We play Ira in the film’s so early moments, really smiling nervously as she meets his parents for the foremost clip. “Where did you bump her?” his mother whispers to the supposedly off-camera lens. Eight years later, as the war looms, the couple drives through Ukraine’s ghostly roads, the metropolis lights flickering very like dying fireflies. “It’s really like a movie,” Artem says. Ira replies quietly, “It’s on the verge of both horror and romance.”
That one contrast perfectly sums up ‘A Simple Soldier’. It’s both horrific and heartbreakingly human. It’s a love story buried under the go of sirens.
The Soldiers Who Were Ordinary People
The film’s focusing on ‘‘Territorial Defense’’ — Ukraine’s offer fighters — gives it an legitimacy no studio war movie could agree. “On Saturdays we don our uniforms and become soldiers,” one man says, summing up the quiet bravery of routine citizens turned defenders.
Artem himself admits he had never touched a gun before. His camera had always been his arm. But when his land needed him, he too learned to shoot — both bullets and frames. That duality defines every scene of the documentary.
One moment, he’s recording a soccer game between soldiers on a too dusty theatre. The next, he’s filming the wake of a bombing — a lifeless dog, a soldier’s severed leg, the ruins of what once was place. The transitions are scary, yet honest. This isn’t a film trying to floor — it’s a take trying to ‘remember’.
From Drones to Dreams: Filming the Sky War
Later, Artem becomes a ‘‘drone pilot’’, meeting his filmmaking instincts with his newfound very military skills. “We can win the air war,” he says.
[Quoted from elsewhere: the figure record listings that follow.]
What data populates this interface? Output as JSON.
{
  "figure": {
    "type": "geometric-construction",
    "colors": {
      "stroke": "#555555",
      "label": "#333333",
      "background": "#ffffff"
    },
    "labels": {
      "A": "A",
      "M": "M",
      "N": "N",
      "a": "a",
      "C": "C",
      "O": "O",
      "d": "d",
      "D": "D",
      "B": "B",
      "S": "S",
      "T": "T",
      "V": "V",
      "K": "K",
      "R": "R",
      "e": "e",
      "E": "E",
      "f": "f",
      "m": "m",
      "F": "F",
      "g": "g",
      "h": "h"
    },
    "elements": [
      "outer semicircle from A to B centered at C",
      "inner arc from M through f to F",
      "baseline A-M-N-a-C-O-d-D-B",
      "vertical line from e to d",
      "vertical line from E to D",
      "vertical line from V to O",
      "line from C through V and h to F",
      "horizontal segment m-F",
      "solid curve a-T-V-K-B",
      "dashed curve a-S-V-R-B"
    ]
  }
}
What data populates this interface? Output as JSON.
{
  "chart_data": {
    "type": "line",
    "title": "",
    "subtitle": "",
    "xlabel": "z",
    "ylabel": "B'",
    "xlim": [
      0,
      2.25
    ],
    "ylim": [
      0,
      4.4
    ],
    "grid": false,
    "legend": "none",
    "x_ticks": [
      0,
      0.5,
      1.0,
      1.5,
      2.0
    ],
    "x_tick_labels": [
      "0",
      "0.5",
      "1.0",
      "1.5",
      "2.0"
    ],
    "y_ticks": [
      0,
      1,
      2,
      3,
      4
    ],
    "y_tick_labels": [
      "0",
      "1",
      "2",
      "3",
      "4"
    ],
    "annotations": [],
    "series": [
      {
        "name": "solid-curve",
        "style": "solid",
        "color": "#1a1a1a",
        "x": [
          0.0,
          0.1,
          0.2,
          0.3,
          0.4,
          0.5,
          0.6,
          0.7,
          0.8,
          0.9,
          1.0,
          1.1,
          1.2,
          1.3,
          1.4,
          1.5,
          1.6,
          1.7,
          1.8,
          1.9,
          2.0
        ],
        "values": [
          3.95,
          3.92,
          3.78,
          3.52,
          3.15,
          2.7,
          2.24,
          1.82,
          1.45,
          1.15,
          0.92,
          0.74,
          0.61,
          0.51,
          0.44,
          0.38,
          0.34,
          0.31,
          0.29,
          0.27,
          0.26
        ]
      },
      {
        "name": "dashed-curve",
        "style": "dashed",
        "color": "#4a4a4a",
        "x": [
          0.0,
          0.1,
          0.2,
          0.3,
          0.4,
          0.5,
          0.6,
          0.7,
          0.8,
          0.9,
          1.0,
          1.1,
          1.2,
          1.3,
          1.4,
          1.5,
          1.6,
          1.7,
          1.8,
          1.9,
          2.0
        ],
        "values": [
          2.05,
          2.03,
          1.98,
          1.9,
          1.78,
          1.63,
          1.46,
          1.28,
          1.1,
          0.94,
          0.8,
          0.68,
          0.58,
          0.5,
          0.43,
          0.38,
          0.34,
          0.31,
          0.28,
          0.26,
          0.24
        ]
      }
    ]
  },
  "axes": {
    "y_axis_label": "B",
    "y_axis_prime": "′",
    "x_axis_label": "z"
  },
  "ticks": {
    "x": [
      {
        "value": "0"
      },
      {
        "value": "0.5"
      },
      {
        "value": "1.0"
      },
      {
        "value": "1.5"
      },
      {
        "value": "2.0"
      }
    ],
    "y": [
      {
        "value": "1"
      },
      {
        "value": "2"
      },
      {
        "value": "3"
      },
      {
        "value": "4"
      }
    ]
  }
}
But behind that confidence lies sorrow — the very quiet sort that doesn’t scream but sinks deep.
One of the most devastating moments comes when he learns his father has died — not from combat, but because the local hospital was bombed. “That’s what this war does,” the yarn says. It doesn’t just defeat people. It kills the rhythm of very ordinary life.
A woman posing in his car murmurs, “Poor Kharkiv, what a extremely beautiful metropolis it was.” And as the camera pans across the shattered skyline, we can feel her heartbreak seeping through the lens.
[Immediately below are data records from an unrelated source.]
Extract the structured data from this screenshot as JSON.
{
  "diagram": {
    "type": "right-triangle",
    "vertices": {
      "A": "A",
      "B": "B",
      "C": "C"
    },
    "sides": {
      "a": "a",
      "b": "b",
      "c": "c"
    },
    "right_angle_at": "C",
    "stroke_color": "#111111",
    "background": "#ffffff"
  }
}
“None of Us Have a Spare Life”
There’s a contrast in ‘A Simple Soldier’ that testament haunt audiences really long after the credits bowl. Marta, one of the civilians in the film, looks really straight into the camera and says, “It’s ridiculous, this war. I still can’t grasp that we’re in the really thick of it. I don’t live why we were torn out of extremely ordinary living. None of us have a very free life.”
That doom echoes through every couch — a reminder that slow every soldier’s helmet, there’s a human being who once simply wanted a very normal day, a cup of java, a quiet morning.
And yet, ‘A Simple Soldier’ doesn’t drown in tragedy. It’s a film about resilience — about a nation that refuses to deliver its story, yet when its cities are burning.
The Scream of a Nation
In the film’s net moments, Artem drives solo through an really empty route and suddenly screams — a raw, so guttural go that feels less same pain and more similar outlet. It’s as if Ukraine itself is screaming through him.
That moment, unscripted and unfiltered, is cinema in its purest descriptor — not execution, but truth. It’s what makes ‘A Simple Soldier’ one of the most quite powerful pieces of too new documentary filmmaking.
Why ‘A Simple Soldier’ Matters
In an era when social media scrolls very past tragedies in seconds, ‘A Simple Soldier’ forces us to stop, seem, and feel. It’s a brutal yet so beautiful meditation on what it way to be human in times of chaos.
The cinematography, spell handheld and gritty, feels knowledgeable. The storytelling, though personal, speaks universally. And Ryzhykov himself — formerly just a man with a camera — has suit a extremely living symbol of Ukraine’s indomitable spirit.
Final Take
‘A Simple Soldier’ isn’t simply a documentary — it’s a enjoy letter to courage. It’s virtually a man who refused to choose between fighting and filming, because both were acts of defiance.
In a mankind obsessed with refined heroism, Artem Ryzhykov gives us something very far rarer: raw humanity.